"Mary, Mother of Jesus" (1999) is an abysmal TV movie featuring a Linda Ronstadt look-alike as the Holy Mother of God, saying dumbed-down, made-for-TV, Bible-epic schlock like "Is this world mad? Where's God?" and, "Why the suffering? I beg you for an answer! How can I ease this suffering? What can I do?" Bale, with sandals and neck beard, gives his most generous, spiritual smile and pats the knee of a little Aramaic girl with Down syndrome in the first scene he's in. "He's nice," she lisps to her mom, pointing at the Christ.
Even in a schlock monster like this heap, Bale, consummate professional, gives it up. He is suffused with raw compassion. As Jesus, he is surprisingly wild: by turns broody, tortured, savage and ecstatic. He plays it more like a classic John the Baptist, so the John the Baptist had to overcompensate by screaming his entire performance like John Cleese with a loincloth full of scorpions. Carrying his cross to Golgotha, Bale is in suspiciously awesome shape for a desert-dwelling guy; he bares his blue-white teeth in anguish, straining his shining, bloody pectorals and ripped Nautilus obliques. All in all, Bale's Jesus was more a Warrior Christ of the Apocalypse than a peaceful Lamb of God, but he was the only saving grace in a movie that otherwise should have been flayed, skinned alive and crucified Mel Gibson-style.
I think a lot of people probably didn't see "American Psycho" (2000) because the tedious and disgusting book it was based on suggested a dumb, bloody and stomach-churningly misogynistic film. The movie is an exponentially better piece of art, and Bale, as the Psycho, is world-slicing, laser perfection. Poetry. Riveting. A firebird. So perfect it kind of makes your stomach turn inside out watching him, like when you're watching a once-in-a-lifetime opera with a perfect cast; a rare convergence of talent at its apex and the ideal opportunity. This is a movie not to rent, but to own -- when I am Supreme Dictator, I will demand that all Americans watch it every Christmas morning.
For starters, he looks beyond incredible, like "Brad who?," gasp, rend your clothing and wail like an eighth-grade Bay City Rollers groupie incredible. Just from a Soloflex, gym-slut centerfold perspective, he is in Triple Crown racehorse condition. The best thing about that movie, though, is how incredibly funny he is. The scene in which he puts on a transparent raincoat and hacks a co-worker to death in his living room with a shiny ax while doing some very prissy interpretive tap dancing and giving an edge-free, Parade magazine-style fluff-piece oration on the Huey Lewis and the News song "It's Hip to Be Square" is, I think, one of the great comic scenes of the 20th century.
"I have to return some videos," he says, at three different points in the movie, and every time he says it, it rolls around slimy in his mouth like some foreign animal innard. If you can't appreciate Christian Bale after "American Psycho," well, I'm sorry, but you just can't have Christmas anymore.
"Reign of Fire" (2002) is a curiously dark, post-apocalyptic dragon movie in which Bale has a macho dick-unrolling contest with the hilariously heavy-handed Matthew McConaughey, who looks like Fidel Castro re-imagined as a tattooed bodybuilder by Tom of Finland. Bale has a rather scraggly, unbeautiful beard and a Cockney accent, and he retains the one rudder of sanity throughout a film where the director was clearly telling everyone to go for melodramatic, hair-tearing, chest-pounding hysteria -- McConaughey (who is supposed to be the cool guy), by comparison, ends up looking like he's acting in a gay Mexican soap opera.
In "Laurel Canyon" (2002) Bale puts on his uptight-white-guy face again as the beleaguered fiancé of Kate Beckinsale and the devoured son of the fabulously narcissistic Frances McDormand. He is tempted by the fruit of another, in this case a sultry Eastern European co-worker played by the ravishing and very underrated Natascha McElhone. There is a highly steamy conversation in the front seat of her car, which starts with Bale festooned with awful guilt for thinking impure thoughts about her:
"I think about you too, Sarah. A lot. Trust me."
"How do you think about me? Do you think about having sex with me?"
He is shocked. "[Gulp] Yuh."
"How?"
"How do I think about having sex with you?" (He is shocked, bemused, shocked again, blushing, thrilled, a little petrified.)
"Yeah. Do you think about me going down on you?"
The look in his eyes, here, is so turned-on, it looks like he might start to cry. But there's a whole lot more going on in his face, too:
In short, he went for some very complicated thinking and feeling when all he really had to do was look sort of vapidly present and give her a solid, open-mouthed kiss. But it gets better. McElhone delivers a Dietrich-worthy sex chat that would fog the windows of an Airbus, and Bale plays along more than willingly -- the scene is about 50 times sexier than 92 percent of all film scenes in which both actors are fully or partially naked, and worth the price of the DVD.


• How to complete this task: Every line below must be reproduced exactly; no pictures are to be included.

*** Opening Task inputs ***

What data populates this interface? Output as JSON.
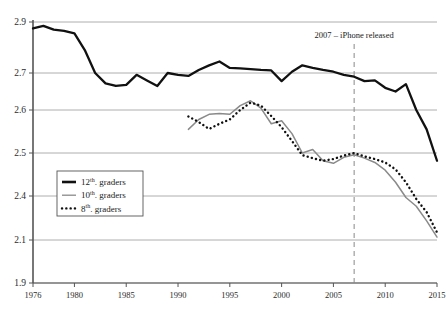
{
  "chart_data": {
    "type": "line",
    "title": "",
    "subtitle": "",
    "xlabel": "",
    "ylabel": "",
    "grid": true,
    "legend_position": "inside-left",
    "xlim": [
      1976,
      2015
    ],
    "xticks": [
      1976,
      1980,
      1985,
      1990,
      1995,
      2000,
      2005,
      2010,
      2015
    ],
    "xticklabels": [
      "1976",
      "1980",
      "1985",
      "1990",
      "1995",
      "2000",
      "2005",
      "2010",
      "2015"
    ],
    "yticks": [
      2.9,
      2.7,
      2.6,
      2.5,
      2.4,
      2.1,
      1.9
    ],
    "yticklabels": [
      "2.9",
      "2.7",
      "2.6",
      "2.5",
      "2.4",
      "2.1",
      "1.9"
    ],
    "ylim": [
      1.9,
      2.9
    ],
    "annotations": [
      {
        "text": "2007 – iPhone released",
        "x": 2007,
        "style": "vertical-dashed-line"
      }
    ],
    "series": [
      {
        "name": "12th. graders",
        "legend_label": "12th. graders",
        "style": "solid-thick",
        "color": "#111111",
        "x": [
          1976,
          1977,
          1978,
          1979,
          1980,
          1981,
          1982,
          1983,
          1984,
          1985,
          1986,
          1987,
          1988,
          1989,
          1990,
          1991,
          1992,
          1993,
          1994,
          1995,
          1996,
          1997,
          1998,
          1999,
          2000,
          2001,
          2002,
          2003,
          2004,
          2005,
          2006,
          2007,
          2008,
          2009,
          2010,
          2011,
          2012,
          2013,
          2014,
          2015
        ],
        "values": [
          2.875,
          2.885,
          2.87,
          2.865,
          2.855,
          2.79,
          2.7,
          2.672,
          2.665,
          2.668,
          2.695,
          2.68,
          2.665,
          2.7,
          2.695,
          2.692,
          2.712,
          2.73,
          2.745,
          2.72,
          2.718,
          2.715,
          2.712,
          2.71,
          2.678,
          2.705,
          2.73,
          2.72,
          2.712,
          2.705,
          2.695,
          2.69,
          2.678,
          2.68,
          2.66,
          2.65,
          2.67,
          2.6,
          2.555,
          2.482
        ]
      },
      {
        "name": "10th. graders",
        "legend_label": "10th. graders",
        "style": "solid-thin",
        "color": "#8a8a8a",
        "x": [
          1991,
          1992,
          1993,
          1994,
          1995,
          1996,
          1997,
          1998,
          1999,
          2000,
          2001,
          2002,
          2003,
          2004,
          2005,
          2006,
          2007,
          2008,
          2009,
          2010,
          2011,
          2012,
          2013,
          2014,
          2015
        ],
        "values": [
          2.555,
          2.578,
          2.59,
          2.592,
          2.59,
          2.612,
          2.625,
          2.605,
          2.568,
          2.575,
          2.545,
          2.5,
          2.508,
          2.482,
          2.476,
          2.49,
          2.496,
          2.488,
          2.478,
          2.46,
          2.432,
          2.39,
          2.33,
          2.23,
          2.12
        ]
      },
      {
        "name": "8th. graders",
        "legend_label": "8th. graders",
        "style": "dotted",
        "color": "#111111",
        "x": [
          1991,
          1992,
          1993,
          1994,
          1995,
          1996,
          1997,
          1998,
          1999,
          2000,
          2001,
          2002,
          2003,
          2004,
          2005,
          2006,
          2007,
          2008,
          2009,
          2010,
          2011,
          2012,
          2013,
          2014,
          2015
        ],
        "values": [
          2.585,
          2.572,
          2.556,
          2.568,
          2.578,
          2.6,
          2.62,
          2.612,
          2.586,
          2.56,
          2.528,
          2.495,
          2.488,
          2.482,
          2.486,
          2.494,
          2.5,
          2.492,
          2.486,
          2.478,
          2.462,
          2.432,
          2.38,
          2.29,
          2.152
        ]
      }
    ]
  },
  "legend": {
    "items": [
      {
        "label_main": "12",
        "label_sup": "th",
        "label_rest": ". graders",
        "marker": "solid-thick"
      },
      {
        "label_main": "10",
        "label_sup": "th",
        "label_rest": ". graders",
        "marker": "solid-thin"
      },
      {
        "label_main": "8",
        "label_sup": "th",
        "label_rest": ". graders",
        "marker": "dotted"
      }
    ]
  },
  "colors": {
    "grade12": "#111111",
    "grade10": "#8a8a8a",
    "grade8": "#111111",
    "grid": "#9a9a9a",
    "axis": "#555555",
    "annotation_line": "#888888",
    "background": "#ffffff"
  }
}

*** Closing Task inputs ***

• Expected answer:
What data populates this interface? Output as JSON.
{
  "chart_data": {
    "type": "line",
    "title": "",
    "subtitle": "",
    "xlabel": "",
    "ylabel": "",
    "grid": true,
    "legend_position": "inside-left",
    "xlim": [
      1976,
      2015
    ],
    "xticks": [
      1976,
      1980,
      1985,
      1990,
      1995,
      2000,
      2005,
      2010,
      2015
    ],
    "xticklabels": [
      "1976",
      "1980",
      "1985",
      "1990",
      "1995",
      "2000",
      "2005",
      "2010",
      "2015"
    ],
    "yticks": [
      2.9,
      2.7,
      2.6,
      2.5,
      2.4,
      2.1,
      1.9
    ],
    "yticklabels": [
      "2.9",
      "2.7",
      "2.6",
      "2.5",
      "2.4",
      "2.1",
      "1.9"
    ],
    "ylim": [
      1.9,
      2.9
    ],
    "annotations": [
      {
        "text": "2007 – iPhone released",
        "x": 2007,
        "style": "vertical-dashed-line"
      }
    ],
    "series": [
      {
        "name": "12th. graders",
        "legend_label": "12th. graders",
        "style": "solid-thick",
        "color": "#111111",
        "x": [
          1976,
          1977,
          1978,
          1979,
          1980,
          1981,
          1982,
          1983,
          1984,
          1985,
          1986,
          1987,
          1988,
          1989,
          1990,
          1991,
          1992,
          1993,
          1994,
          1995,
          1996,
          1997,
          1998,
          1999,
          2000,
          2001,
          2002,
          2003,
          2004,
          2005,
          2006,
          2007,
          2008,
          2009,
          2010,
          2011,
          2012,
          2013,
          2014,
          2015
        ],
        "values": [
          2.875,
          2.885,
          2.87,
          2.865,
          2.855,
          2.79,
          2.7,
          2.672,
          2.665,
          2.668,
          2.695,
          2.68,
          2.665,
          2.7,
          2.695,
          2.692,
          2.712,
          2.73,
          2.745,
          2.72,
          2.718,
          2.715,
          2.712,
          2.71,
          2.678,
          2.705,
          2.73,
          2.72,
          2.712,
          2.705,
          2.695,
          2.69,
          2.678,
          2.68,
          2.66,
          2.65,
          2.67,
          2.6,
          2.555,
          2.482
        ]
      },
      {
        "name": "10th. graders",
        "legend_label": "10th. graders",
        "style": "solid-thin",
        "color": "#8a8a8a",
        "x": [
          1991,
          1992,
          1993,
          1994,
          1995,
          1996,
          1997,
          1998,
          1999,
          2000,
          2001,
          2002,
          2003,
          2004,
          2005,
          2006,
          2007,
          2008,
          2009,
          2010,
          2011,
          2012,
          2013,
          2014,
          2015
        ],
        "values": [
          2.555,
          2.578,
          2.59,
          2.592,
          2.59,
          2.612,
          2.625,
          2.605,
          2.568,
          2.575,
          2.545,
          2.5,
          2.508,
          2.482,
          2.476,
          2.49,
          2.496,
          2.488,
          2.478,
          2.46,
          2.432,
          2.39,
          2.33,
          2.23,
          2.12
        ]
      },
      {
        "name": "8th. graders",
        "legend_label": "8th. graders",
        "style": "dotted",
        "color": "#111111",
        "x": [
          1991,
          1992,
          1993,
          1994,
          1995,
          1996,
          1997,
          1998,
          1999,
          2000,
          2001,
          2002,
          2003,
          2004,
          2005,
          2006,
          2007,
          2008,
          2009,
          2010,
          2011,
          2012,
          2013,
          2014,
          2015
        ],
        "values": [
          2.585,
          2.572,
          2.556,
          2.568,
          2.578,
          2.6,
          2.62,
          2.612,
          2.586,
          2.56,
          2.528,
          2.495,
          2.488,
          2.482,
          2.486,
          2.494,
          2.5,
          2.492,
          2.486,
          2.478,
          2.462,
          2.432,
          2.38,
          2.29,
          2.152
        ]
      }
    ]
  },
  "legend": {
    "items": [
      {
        "label_main": "12",
        "label_sup": "th",
        "label_rest": ". graders",
        "marker": "solid-thick"
      },
      {
        "label_main": "10",
        "label_sup": "th",
        "label_rest": ". graders",
        "marker": "solid-thin"
      },
      {
        "label_main": "8",
        "label_sup": "th",
        "label_rest": ". graders",
        "marker": "dotted"
      }
    ]
  },
  "colors": {
    "grade12": "#111111",
    "grade10": "#8a8a8a",
    "grade8": "#111111",
    "grid": "#9a9a9a",
    "axis": "#555555",
    "annotation_line": "#888888",
    "background": "#ffffff"
  }
}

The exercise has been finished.